Archive for August, 2009

100 Great American Recordings Of The 1940s, Epilogue.

Wednesday, August 19th, 2009

Epilogue: That Ribbon Of Highway


If you have kept faithful count, you know that we have made our way through only ninety-nine recordings. There is one straggler still on the road, journeying with us to the rising sun.

Finish reading the essay here. >>

Saturday, August 15th, 2009

Jim
R.I.P. James Luther Dickinson.

There’s been a lot of music-related death this year. This may be the one that ends up affecting me the most personally.

I got into James Luther Dickinson when some year-end best-of list in 2002 had his second album, Free Beer Tomorrow, on it; based on a mention in that writeup, I tracked down his rare and quasi-legendary 1972 debut Dixie Fried and memorized it, then got the followup. He’s put out three since, all of which I’ve bought as soon as I saw them in the store. His recording of the Jobim/Bonfá bossa nova standard “Samba De Orfeo” was the first track I posted on this tumbleblog; his recording of the garage-rock standard “Wine” is one of the key tracks in my version of the 1970s, country and soul and funk and rock and blues and folk and punk and gospel all at once.

I was a fan, in short; and the nice thing about being a Jim Dickinson fan was not having to share him with anyone else, because no one else gave a shit. The music he made after the 70s no longer spoke to the current pop moment in any significant way (even his kids are roots-rock, i.e. jam-band staples); but who expects a senior citizen to do that anyway? It was enough to know that his swampy, Basement-Tapesy, slightly askew version of American rock was still out there, plugging away with humor and attitude and all hearts out on the sleeves where they belong. He kept finding more songs to record that he could incorporate into his universe, and they all sounded of a piece, sung in his ragged, unkempt vocal style with his wheezy, gristly band behind him. The last three albums have had a logo in the liner notes: World Boogie Is Coming. Perhaps it’s still on its way; but we’ve lost a prophet.

Anyway. Just wanted to leave a mark in the ether to say I’ll miss him.

100 Great American Recordings Of The 1940s, Act III, Sc. 7.

Friday, August 14th, 2009

Scene Seven: Que Le Arde

The inner dialectic of American history is in stark black and white; Kodachrome has not yet reached our deepest instincts.

Continue reading the essay here. >>

100 Great American Recordings Of The 1940s, Act III Sc. 6.

Wednesday, August 12th, 2009

Scene Six: Hold Back The Dawn

And breaks the dam, and the deluge comes, sweeping all before its path, the world we knew and the world we thought we knew, together drowned in the same all-consuming torrent of noise, noise noise boiling up from the underground, from the shacks (chicken and shotgun and all-night and love) of the backwoods, the brothels of the cities, the lonely trails in the swamps and on the uplands where men don’t congregate or if they do they don’t talk about it later.

Continue reading the essay here. >>

100 Great American Recordings Of The 1940s, Act III Sc. 5.

Saturday, August 8th, 2009

Scene Five: A Hand Me Down Broom

The last time we looked at the official, overground version of 1940s pop for any length of time was back in the first half of this list, when we suggested that Frank Sinatra in 1945 was at the tail end of a tradition of songwriting and interpretation which would be swallowed up bodily by the subsequent waves of vernacular pop on the one hand and prissy nostalgia-mongering on the other.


Exercise brief
Look over the material below and count the lines that include "measured". Give only the total.

Given data
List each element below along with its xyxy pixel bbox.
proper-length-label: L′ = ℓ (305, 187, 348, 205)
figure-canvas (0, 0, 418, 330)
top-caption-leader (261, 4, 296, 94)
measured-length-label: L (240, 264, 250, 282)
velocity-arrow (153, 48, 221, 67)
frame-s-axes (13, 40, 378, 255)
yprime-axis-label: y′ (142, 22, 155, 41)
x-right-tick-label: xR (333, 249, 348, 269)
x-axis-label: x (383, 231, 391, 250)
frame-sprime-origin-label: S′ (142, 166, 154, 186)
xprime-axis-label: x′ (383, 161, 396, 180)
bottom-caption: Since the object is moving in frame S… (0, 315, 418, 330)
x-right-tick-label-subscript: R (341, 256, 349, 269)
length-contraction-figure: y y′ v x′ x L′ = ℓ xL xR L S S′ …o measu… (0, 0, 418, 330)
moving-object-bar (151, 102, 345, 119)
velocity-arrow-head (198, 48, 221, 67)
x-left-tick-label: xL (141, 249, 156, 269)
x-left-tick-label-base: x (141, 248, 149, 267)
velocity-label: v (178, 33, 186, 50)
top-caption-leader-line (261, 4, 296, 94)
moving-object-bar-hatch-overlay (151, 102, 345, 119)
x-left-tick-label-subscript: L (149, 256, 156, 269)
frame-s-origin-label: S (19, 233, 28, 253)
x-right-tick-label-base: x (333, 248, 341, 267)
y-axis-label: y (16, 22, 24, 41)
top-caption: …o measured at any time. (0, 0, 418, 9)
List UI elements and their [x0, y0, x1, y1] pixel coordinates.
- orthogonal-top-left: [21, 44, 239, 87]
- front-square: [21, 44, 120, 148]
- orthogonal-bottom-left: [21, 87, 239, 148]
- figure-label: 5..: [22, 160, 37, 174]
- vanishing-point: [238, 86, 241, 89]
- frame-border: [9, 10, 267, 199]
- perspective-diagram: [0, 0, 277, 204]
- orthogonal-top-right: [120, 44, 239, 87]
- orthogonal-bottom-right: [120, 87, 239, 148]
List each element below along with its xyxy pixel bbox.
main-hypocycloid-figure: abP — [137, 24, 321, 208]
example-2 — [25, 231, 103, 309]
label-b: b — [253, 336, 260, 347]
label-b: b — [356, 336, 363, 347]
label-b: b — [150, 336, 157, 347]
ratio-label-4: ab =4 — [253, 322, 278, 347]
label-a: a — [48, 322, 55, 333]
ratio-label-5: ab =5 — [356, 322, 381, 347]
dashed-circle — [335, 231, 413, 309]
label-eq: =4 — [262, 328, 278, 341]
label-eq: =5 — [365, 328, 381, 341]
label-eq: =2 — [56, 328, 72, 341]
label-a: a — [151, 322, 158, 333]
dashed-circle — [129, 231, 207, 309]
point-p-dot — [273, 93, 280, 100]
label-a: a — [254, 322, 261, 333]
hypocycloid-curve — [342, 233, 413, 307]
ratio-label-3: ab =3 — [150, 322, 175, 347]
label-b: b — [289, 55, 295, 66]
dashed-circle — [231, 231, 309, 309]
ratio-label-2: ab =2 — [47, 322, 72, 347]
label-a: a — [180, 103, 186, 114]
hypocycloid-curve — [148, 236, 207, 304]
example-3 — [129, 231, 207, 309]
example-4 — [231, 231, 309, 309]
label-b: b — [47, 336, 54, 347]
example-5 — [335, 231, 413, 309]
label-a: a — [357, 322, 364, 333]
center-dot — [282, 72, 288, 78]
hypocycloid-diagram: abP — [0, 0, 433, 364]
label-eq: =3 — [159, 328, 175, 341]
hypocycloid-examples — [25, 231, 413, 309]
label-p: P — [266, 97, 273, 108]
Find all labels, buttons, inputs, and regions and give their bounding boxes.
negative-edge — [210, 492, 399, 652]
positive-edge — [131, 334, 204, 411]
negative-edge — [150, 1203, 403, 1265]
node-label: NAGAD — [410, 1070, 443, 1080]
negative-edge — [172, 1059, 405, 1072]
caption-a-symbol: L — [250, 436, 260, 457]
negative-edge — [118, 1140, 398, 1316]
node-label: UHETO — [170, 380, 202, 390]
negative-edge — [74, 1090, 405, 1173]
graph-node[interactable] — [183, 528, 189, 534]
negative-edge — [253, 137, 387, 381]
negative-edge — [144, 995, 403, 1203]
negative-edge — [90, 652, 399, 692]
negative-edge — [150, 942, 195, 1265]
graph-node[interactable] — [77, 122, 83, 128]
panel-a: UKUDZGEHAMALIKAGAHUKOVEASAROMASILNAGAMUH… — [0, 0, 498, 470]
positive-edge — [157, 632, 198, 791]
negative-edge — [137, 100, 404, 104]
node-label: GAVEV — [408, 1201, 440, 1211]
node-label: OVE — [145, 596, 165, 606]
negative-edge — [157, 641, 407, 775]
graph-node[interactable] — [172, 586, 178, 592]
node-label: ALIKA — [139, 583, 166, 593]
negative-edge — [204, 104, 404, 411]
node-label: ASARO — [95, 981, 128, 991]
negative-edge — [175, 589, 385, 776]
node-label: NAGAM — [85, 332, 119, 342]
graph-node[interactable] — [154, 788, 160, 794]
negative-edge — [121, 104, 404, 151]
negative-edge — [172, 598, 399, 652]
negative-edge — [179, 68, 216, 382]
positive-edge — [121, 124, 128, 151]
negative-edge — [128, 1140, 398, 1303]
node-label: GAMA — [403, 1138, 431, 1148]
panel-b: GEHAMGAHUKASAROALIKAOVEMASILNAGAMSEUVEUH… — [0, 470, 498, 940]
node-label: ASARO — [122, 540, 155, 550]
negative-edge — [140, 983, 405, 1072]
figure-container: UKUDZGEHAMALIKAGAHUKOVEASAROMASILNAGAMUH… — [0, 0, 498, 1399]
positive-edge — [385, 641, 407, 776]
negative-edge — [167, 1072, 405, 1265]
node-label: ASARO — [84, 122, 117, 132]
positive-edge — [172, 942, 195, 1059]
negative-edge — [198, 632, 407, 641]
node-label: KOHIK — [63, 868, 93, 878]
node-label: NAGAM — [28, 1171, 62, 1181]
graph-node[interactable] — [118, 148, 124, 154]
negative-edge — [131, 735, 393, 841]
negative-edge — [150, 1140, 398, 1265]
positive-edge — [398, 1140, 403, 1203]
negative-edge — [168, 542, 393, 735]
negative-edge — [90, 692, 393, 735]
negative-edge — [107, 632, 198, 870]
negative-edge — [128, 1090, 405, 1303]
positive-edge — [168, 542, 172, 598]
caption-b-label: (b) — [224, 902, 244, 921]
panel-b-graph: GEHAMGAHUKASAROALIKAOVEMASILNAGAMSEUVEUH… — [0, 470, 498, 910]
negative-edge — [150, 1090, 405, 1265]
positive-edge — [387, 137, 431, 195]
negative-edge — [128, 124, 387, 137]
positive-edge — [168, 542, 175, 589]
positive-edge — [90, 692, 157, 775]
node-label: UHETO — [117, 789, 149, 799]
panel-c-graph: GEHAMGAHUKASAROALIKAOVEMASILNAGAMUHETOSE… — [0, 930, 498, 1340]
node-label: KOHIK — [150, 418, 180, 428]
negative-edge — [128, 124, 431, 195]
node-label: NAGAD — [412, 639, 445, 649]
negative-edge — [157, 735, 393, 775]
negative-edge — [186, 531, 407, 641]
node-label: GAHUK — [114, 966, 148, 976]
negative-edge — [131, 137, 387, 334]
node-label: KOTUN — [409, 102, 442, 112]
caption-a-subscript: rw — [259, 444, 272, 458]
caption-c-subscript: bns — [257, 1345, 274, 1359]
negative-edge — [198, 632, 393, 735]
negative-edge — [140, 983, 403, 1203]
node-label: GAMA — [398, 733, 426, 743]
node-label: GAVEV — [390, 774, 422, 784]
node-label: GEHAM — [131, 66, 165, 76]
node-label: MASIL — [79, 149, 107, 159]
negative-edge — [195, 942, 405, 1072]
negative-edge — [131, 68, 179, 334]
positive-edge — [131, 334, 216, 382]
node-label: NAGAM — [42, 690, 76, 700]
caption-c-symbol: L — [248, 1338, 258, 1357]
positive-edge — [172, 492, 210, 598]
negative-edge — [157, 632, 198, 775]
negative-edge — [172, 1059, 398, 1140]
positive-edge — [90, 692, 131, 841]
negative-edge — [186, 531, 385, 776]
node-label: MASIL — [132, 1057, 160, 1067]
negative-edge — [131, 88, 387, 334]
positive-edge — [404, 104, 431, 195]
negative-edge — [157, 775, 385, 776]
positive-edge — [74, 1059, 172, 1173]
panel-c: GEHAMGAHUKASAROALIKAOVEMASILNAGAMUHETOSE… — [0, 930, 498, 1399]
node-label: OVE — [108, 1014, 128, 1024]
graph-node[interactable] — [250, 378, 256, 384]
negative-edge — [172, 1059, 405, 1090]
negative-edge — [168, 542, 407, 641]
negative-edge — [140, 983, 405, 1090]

Answer space
2